:: Brief ::
Only some lines are wanted. Transcribe, exactly, the lines below from the line with "You are a GUI" up to and including the line with "The image size is (687, 616).".
*** Data for this exercise ***
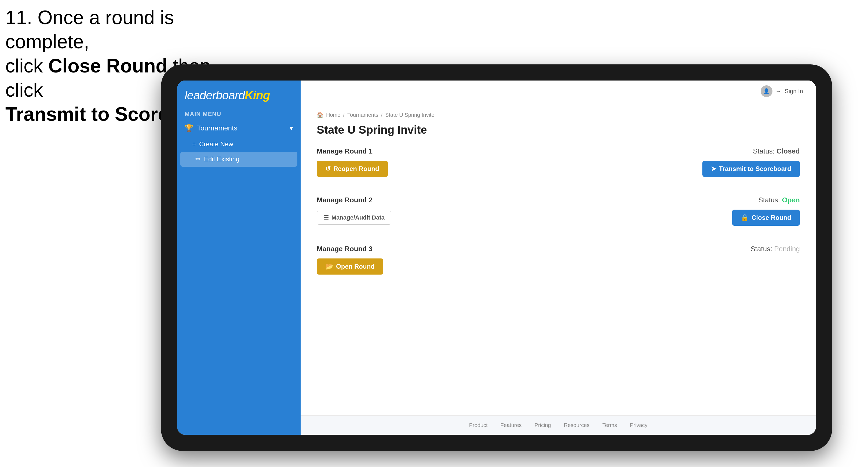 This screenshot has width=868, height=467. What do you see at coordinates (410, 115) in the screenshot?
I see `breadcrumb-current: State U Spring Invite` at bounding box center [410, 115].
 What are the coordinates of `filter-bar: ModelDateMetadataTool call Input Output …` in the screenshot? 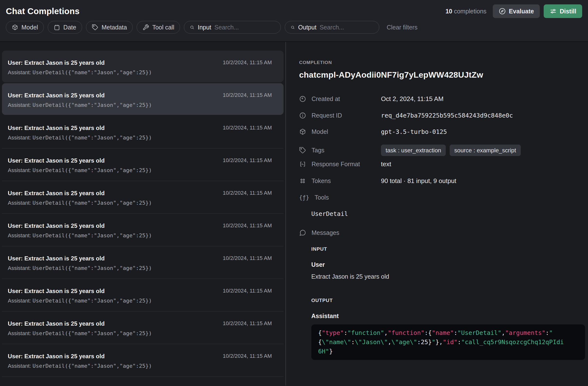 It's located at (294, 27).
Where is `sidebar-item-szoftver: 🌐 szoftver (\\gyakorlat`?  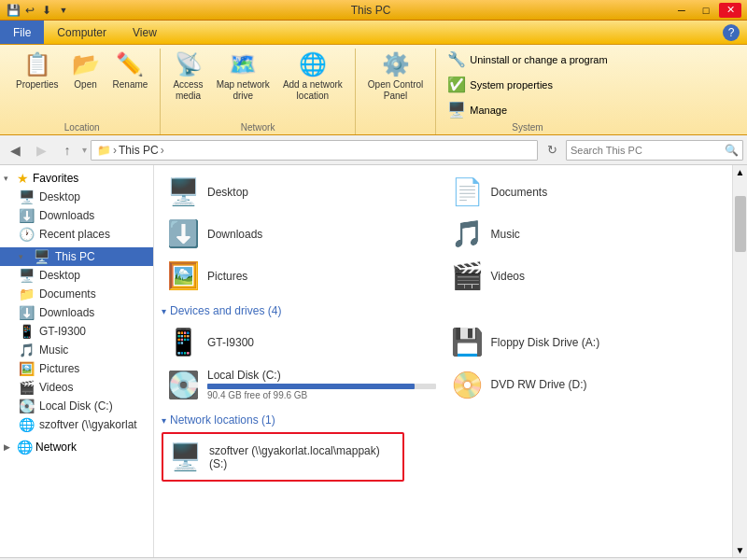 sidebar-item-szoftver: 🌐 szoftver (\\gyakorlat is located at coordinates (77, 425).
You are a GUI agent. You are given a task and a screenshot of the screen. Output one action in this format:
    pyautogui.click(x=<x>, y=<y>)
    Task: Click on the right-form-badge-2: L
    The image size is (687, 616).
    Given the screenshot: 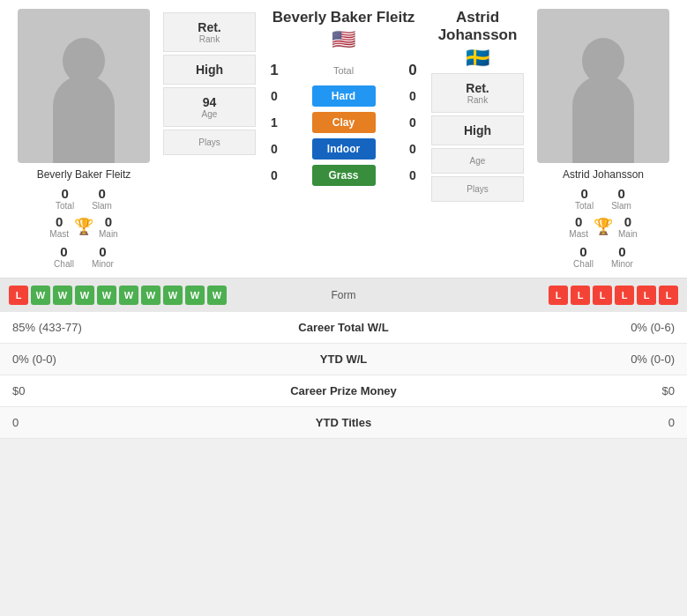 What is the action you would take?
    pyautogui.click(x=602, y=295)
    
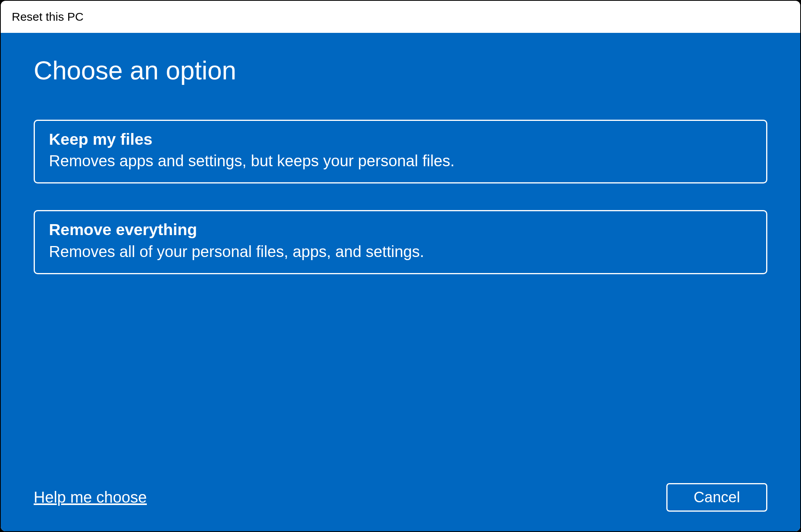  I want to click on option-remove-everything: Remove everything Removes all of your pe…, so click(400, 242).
*** End of Data for this exercise ***
:: Task result ::
You are a GUI agent. You are given a task and a screenshot of the screen. Output one action in this format:
    pyautogui.click(x=<x>, y=<y>)
    Task: Click on the right-form-badge-2: L
    The image size is (687, 616).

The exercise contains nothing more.